Like us, they too knew times of loneliness, as if the light had been withdrawn.
Like us, they knew the split inside between what is and might have been.
They too knew the hiding, waiting to be found and feeling unworthy of being sought.
They too knew the poignant longing, expectation of the dawning from the dark night of the soul.
And so they conspired together to pretend that the gods had died or fled.
They asked the priests to prepare a feast that they might call the gods back to life, that sacred joy might again emerge and call them out of hiding.
Just so, they ate and sang. They called the food they shared the flesh of the gods; in sharing it, reached out to one another.
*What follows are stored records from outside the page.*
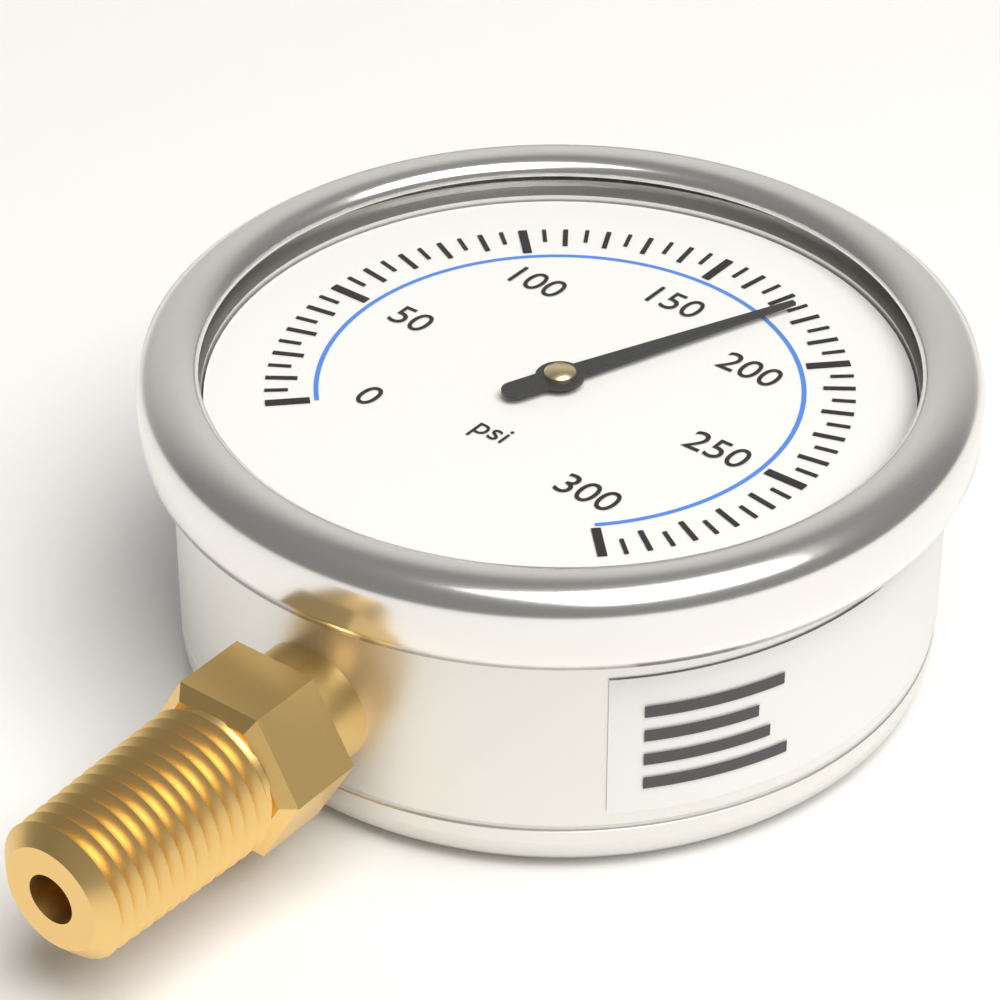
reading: 175 psi
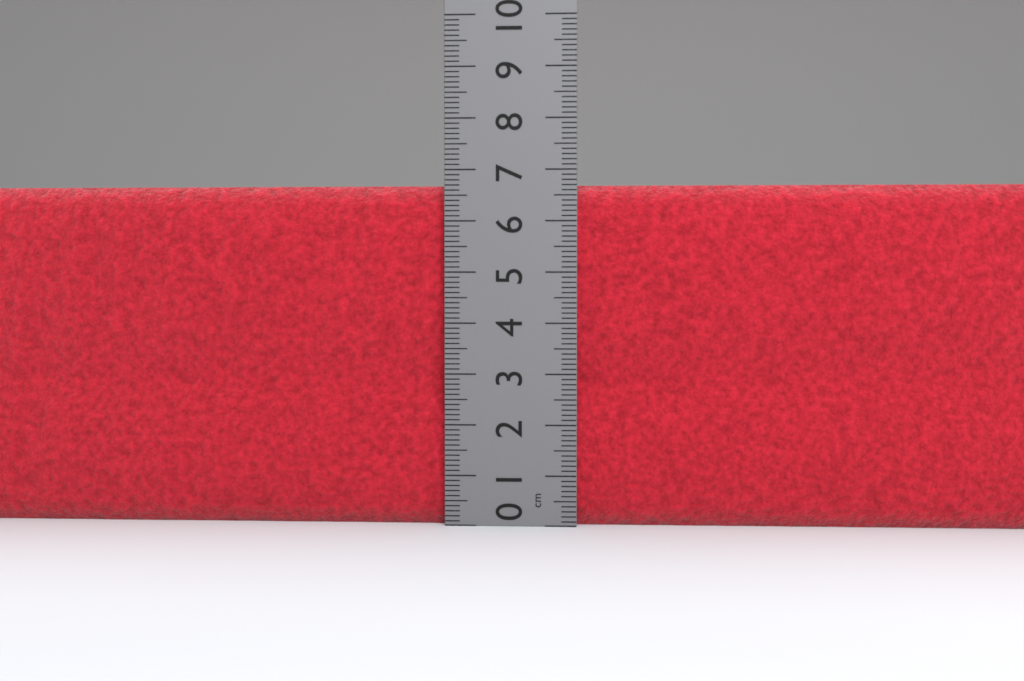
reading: 6.7 cm
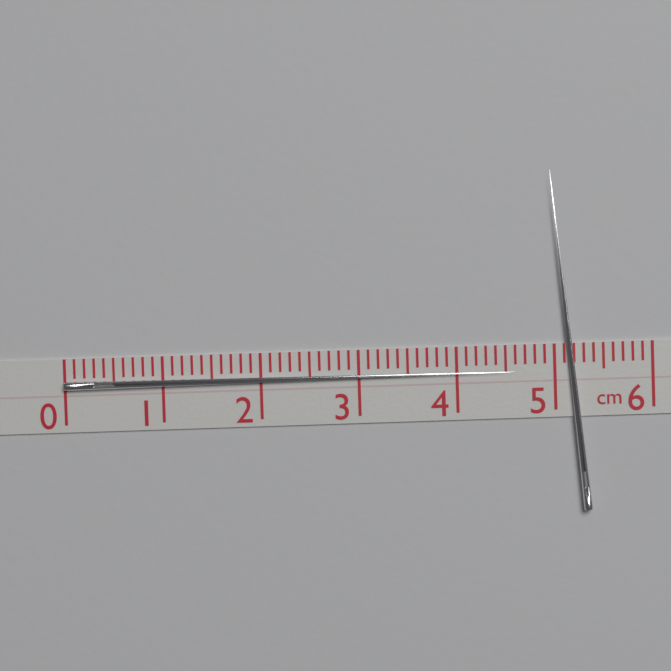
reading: 4.6 cm
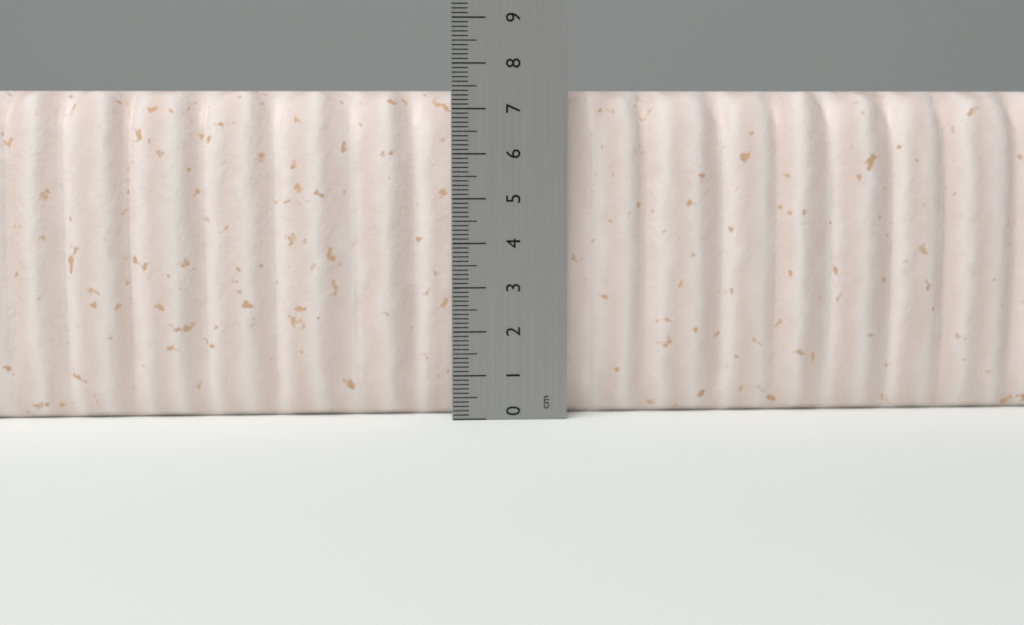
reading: 7.4 cm
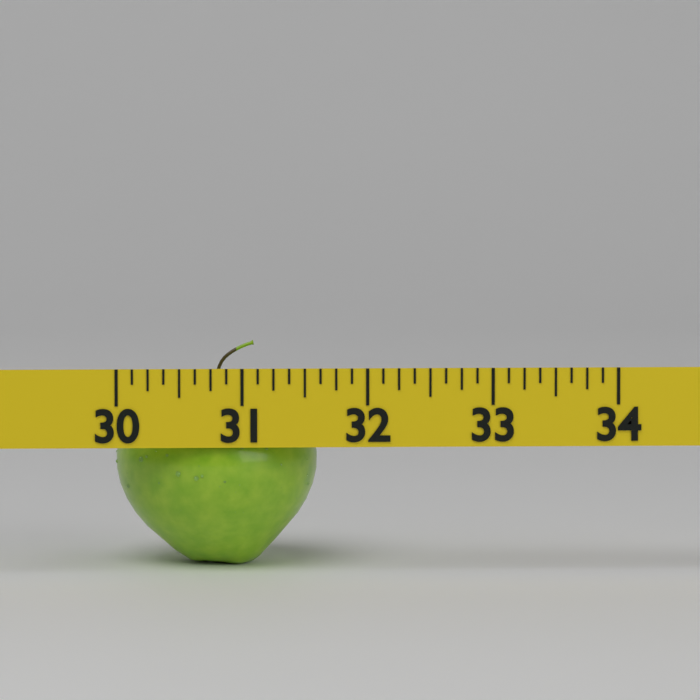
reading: 31.625 (no unit)
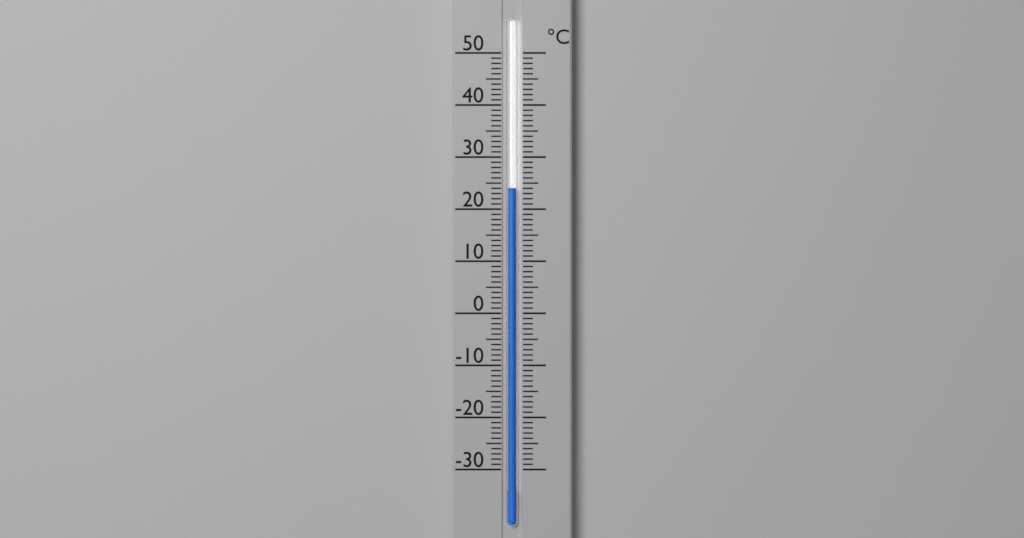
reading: 24 °C
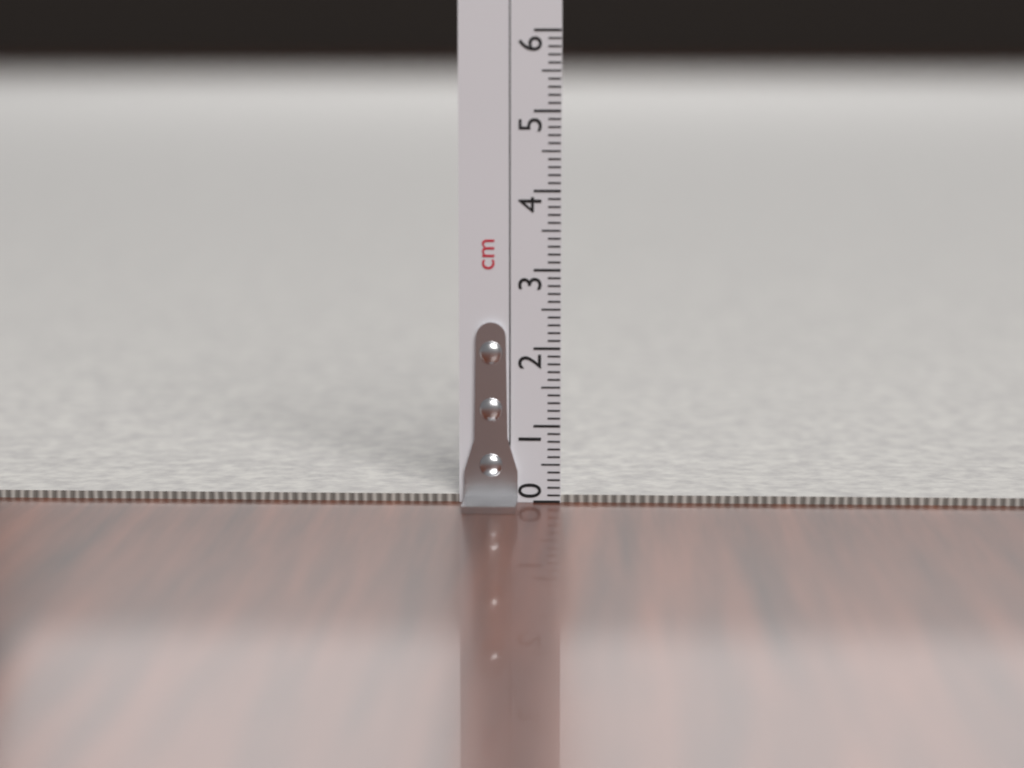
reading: 0.1 cm
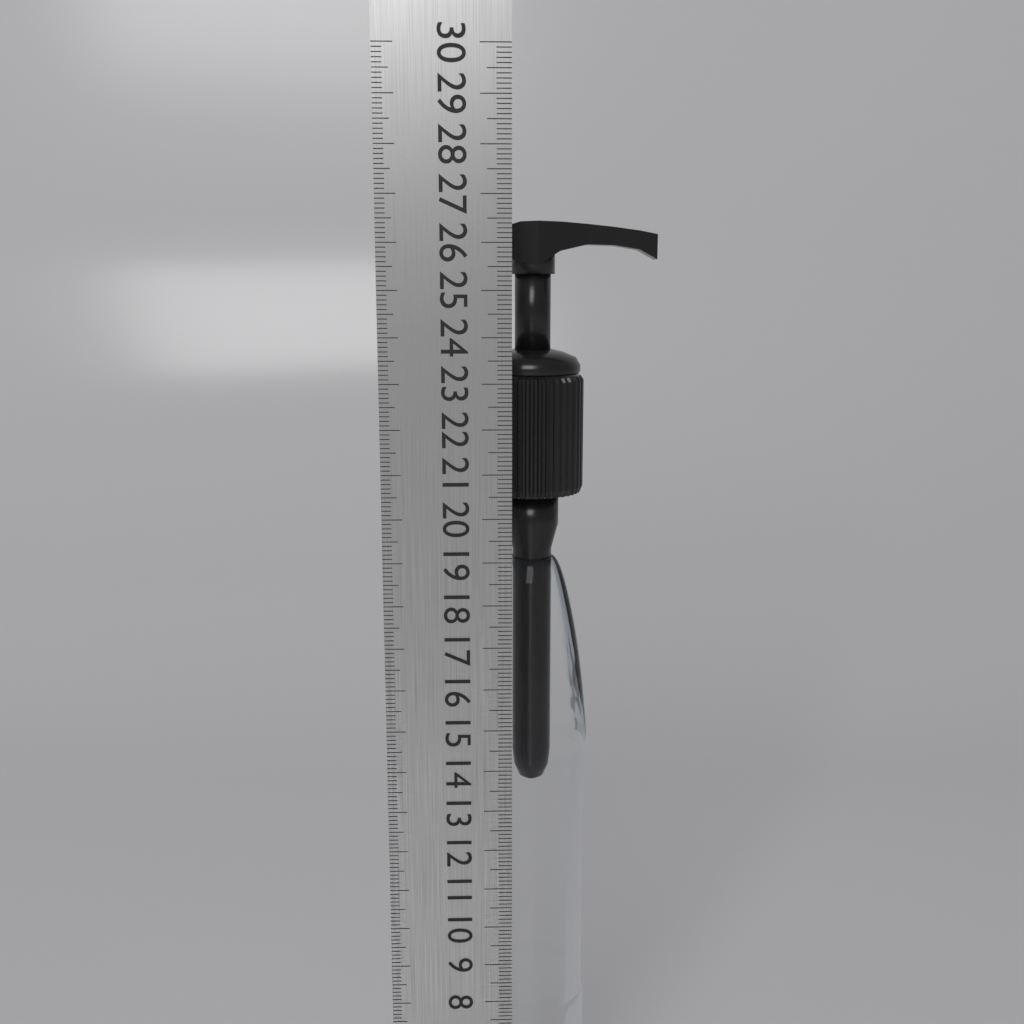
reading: 26.5 cm
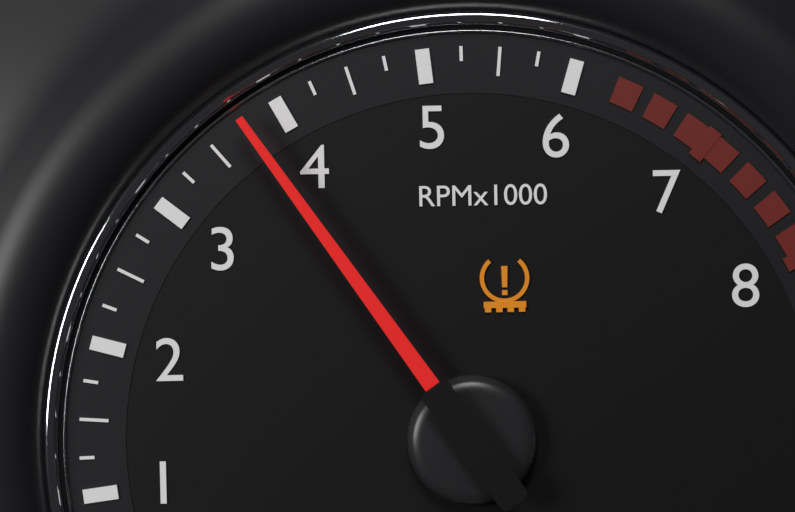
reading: 3.75 RPM x1000
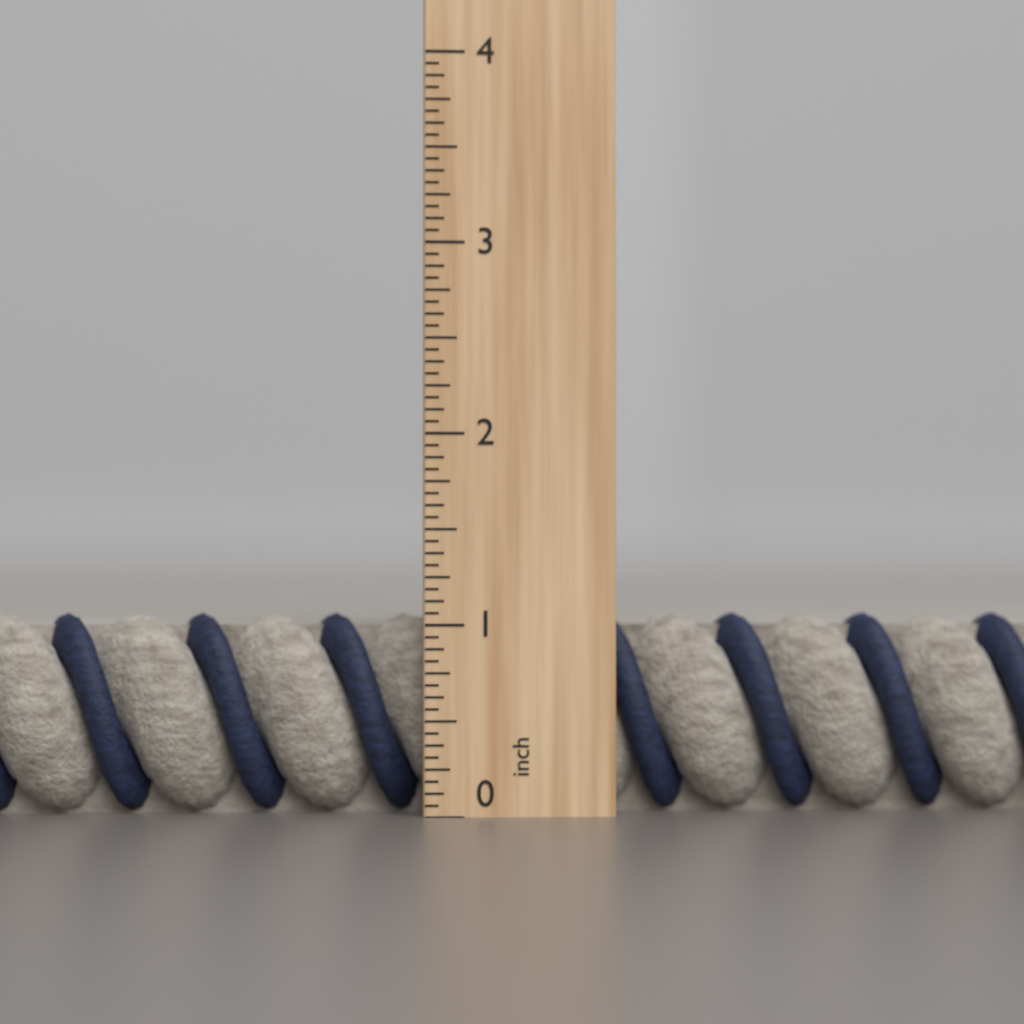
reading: 1.0625 inch
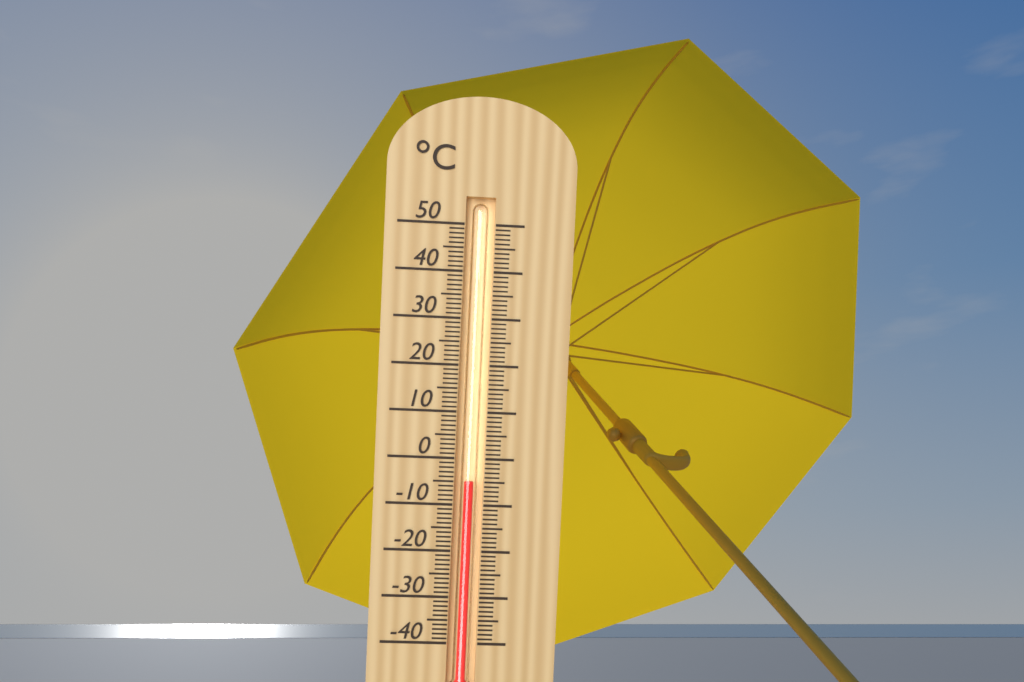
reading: -5 °C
And in their reaching, the sacred was reborn.
They called the music the voice of the gods, joined their voices in songs of praise and, in their singing, called each other out of hiding.
They kindled lamps and called this homemade flame the sacred light of truth and warmth and fellowship. And, in their kindling, let themselves be found.
They used the dying of the light each year, with the circling of the sacred earth about its star-sun, for a sacred necessary ritual.
Each year, they gave themselves at least one chance to be found again, to be reminded again that they were a chosen people, to discover anew that they had been paid for and no debt was owed. In this, their pretense of a resurrection, permitted their own joy to be reborn.
The sacred earth does circle its life-giving sun.
The light does wane. We do forget it will return.
We do hide in guilt and fear and loneliness from one another, and do so long to be found.
But the light has not fled. We have only closed our eyes.
What seemed to be hidden is in plain sight. Our fullness is here and available to us.
The gift of life, given, but waits our willing hand opened to receive it. It is found in being shared, And owned in being given away.
Let us, therefore, conspire together to pretend that the gods have died and been reborn in our shared feast. That our voice raised is the voice of the sacred recalling joy to life. That the kindling of the flame in our poor lamp is the light of truth and warmth and fellowship.
And in our pretending perhaps we may permit the sacredness that is our life together to be reborn. Under cover of our pretense, perhaps we may permit an outreached hand to find us and be found by us.
Let us, therefore, empty ourselves, knowing our vessels to hide no bottom.
Let us open ourselves, knowing there is nothing and nowhere to hide.
Let us celebrate the continual resurrection of life and joy and sacredness in our midst. And in the celebration let it rise.
The Rev. Mike Young is minister of the First Unitarian Church of Honolulu.